E.g. the following error:

>>> import galsim
Traceback (most recent call last):
  File "<stdin>", line 1, in <module>
  File "/Users/Mike/anaconda3/lib/python3.6/site-packages/galsim/__init__.py", line 96, in <module>
    from .position import Position, PositionI, PositionD
  File "/Users/Mike/anaconda3/lib/python3.6/site-packages/galsim/position.py", line 22, in <module>
    from . import _galsim
ImportError: dlopen(/Users/Mike/anaconda3/lib/python3.6/site-packages/galsim/_galsim.cpython-36m-darwin.so, 2): Symbol not found: __ZN6galsim11invertImageISt7complexIdEEEvNS_9ImageViewIT_EE
  Referenced from: /Users/Mike/anaconda3/lib/python3.6/site-packages/galsim/_galsim.cpython-36m-darwin.so
  Expected in: flat namespace
 in /Users/Mike/anaconda3/lib/python3.6/site-packages/galsim/_galsim.cpython-36m-darwin.so
>>> 

This probably means that there is some libgalsim.so file in your LIBRARY_PATH, which was found at compile time, probably from an older SCons installation procedure. If setup.py finds that at link time, it can link to that older library, rather than the libgalsim.a library that it just compiled.

The way to check is to use either ldd (on Unix) or otool -L (on Mac) to check what external libraries _galsim.so is linking to:

$ otool -L /Users/Mike/anaconda3/lib/python3.6/site-packages/galsim/_galsim.cpython-36m-darwin.so
/Users/Mike/anaconda3/lib/python3.6/site-packages/galsim/_galsim.cpython-36m-darwin.so:
	/sw/lib/libgalsim.2.0.dylib (compatibility version 2.0.0, current version 2.0.0)
	/sw/lib/libfftw3.3.dylib (compatibility version 7.0.0, current version 7.2.0)
	@rpath/libstdc++.6.dylib (compatibility version 7.0.0, current version 7.19.0)
	/usr/lib/libSystem.B.dylib (compatibility version 1.0.0, current version 1213.0.0)
	/Users/Mike/anaconda3/lib/libgcc_s.1.dylib (compatibility version 1.0.0, current version 1.0.0)

The above is an example of an erroneous build. The libgalsim line should not be there, since we now statically link all the C++ code into the _galsim.so library.

The solution is to delete the file in the above location (/Users/Mike/lib/libgalsim.2.0.dylib in the above case), remove the GalSim/build directory, and rerun python setup.py install.

If you used pip to install, it might still have linked to this wrong library. To force pip to reinstall, you can do

pip uninstall galsim  [possibly multiple times to make sure all versions are removed]
pip --no-cache-dir install galsim

That should then rebuild and hopefully link properly.

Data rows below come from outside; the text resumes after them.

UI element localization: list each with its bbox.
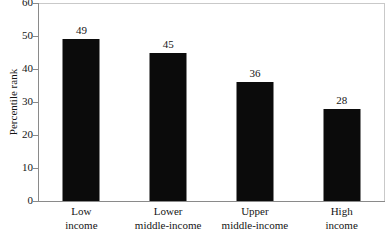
x-axis-category-label-line2: income	[298, 218, 385, 232]
bar	[236, 82, 273, 201]
bar	[63, 39, 100, 201]
bar-value-label: 36	[249, 67, 260, 79]
bar	[150, 53, 187, 202]
x-axis-category-label-line1: Low	[38, 204, 125, 218]
bar-chart: 6050403020100 Percentile rank 49453628 L…	[0, 0, 389, 235]
y-axis-tick-label-text: 60	[9, 0, 33, 8]
y-axis-tick-label: 10	[0, 162, 33, 173]
x-axis-category-label: Highincome	[298, 204, 385, 232]
y-axis-tick-mark	[33, 201, 38, 202]
bar-value-label: 45	[163, 38, 174, 50]
x-axis-category-label-line2: middle-income	[125, 218, 212, 232]
y-axis-tick-label-text: 10	[9, 162, 33, 173]
x-axis-category-label: Uppermiddle-income	[212, 204, 299, 232]
y-axis-tick-label: 0	[0, 195, 33, 206]
x-axis-category-label-line1: High	[298, 204, 385, 218]
x-axis-category-label-line2: income	[38, 218, 125, 232]
y-axis-tick-label-text: 0	[9, 195, 33, 206]
bar-group: 36	[212, 3, 299, 201]
x-axis-category-label-line1: Upper	[212, 204, 299, 218]
bar-group: 49	[38, 3, 125, 201]
bar-value-label: 28	[336, 94, 347, 106]
bar-value-label: 49	[76, 24, 87, 36]
y-axis-tick-label-text: 50	[9, 30, 33, 41]
x-axis-category-label: Lowermiddle-income	[125, 204, 212, 232]
x-axis-category-label-line1: Lower	[125, 204, 212, 218]
x-axis-category-label-line2: middle-income	[212, 218, 299, 232]
bar-group: 45	[125, 3, 212, 201]
bar	[323, 109, 360, 201]
bar-group: 28	[298, 3, 385, 201]
y-axis-tick-label: 50	[0, 30, 33, 41]
y-axis-tick-label: 60	[0, 0, 33, 8]
x-axis-category-labels: LowincomeLowermiddle-incomeUppermiddle-i…	[38, 204, 385, 235]
x-axis-line	[38, 201, 385, 202]
bars-layer: 49453628	[38, 3, 385, 201]
y-axis-title: Percentile rank	[7, 42, 19, 162]
x-axis-category-label: Lowincome	[38, 204, 125, 232]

In the above example, after I removed the file /sw/lib/libgalsim.2.0.dylib, the output of otool is:

$ otool -L build/*/galsim/_galsim.cpython-36m-darwin.so 
build/lib.macosx-10.7-x86_64-3.6/galsim/_galsim.cpython-36m-darwin.so:
	/sw/lib/libfftw3.3.dylib (compatibility version 7.0.0, current version 7.2.0)
	@rpath/libstdc++.6.dylib (compatibility version 7.0.0, current version 7.19.0)
	/usr/lib/libSystem.B.dylib (compatibility version 1.0.0, current version 1213.0.0)
	/Users/Mike/anaconda3/lib/libgcc_s.1.dylib (compatibility version 1.0.0, current version 1.0.0)

Segmentation faults when running scripts using galsim

Obviously, there are many possibilities here, but so far the main reason seems to be similar to the above ImportError problem. There may be some incompatibility between the _galsim library and the back-end libgalsim library. It may be that import galsim doesn't notice the incompatibility, but when the code tries to do something that uses the back-end C++ code, there is an incompatibility and you get a segmentation fault.

The solution is the same. Delete the old, now invalid libgalsim library, and rebuild GalSim.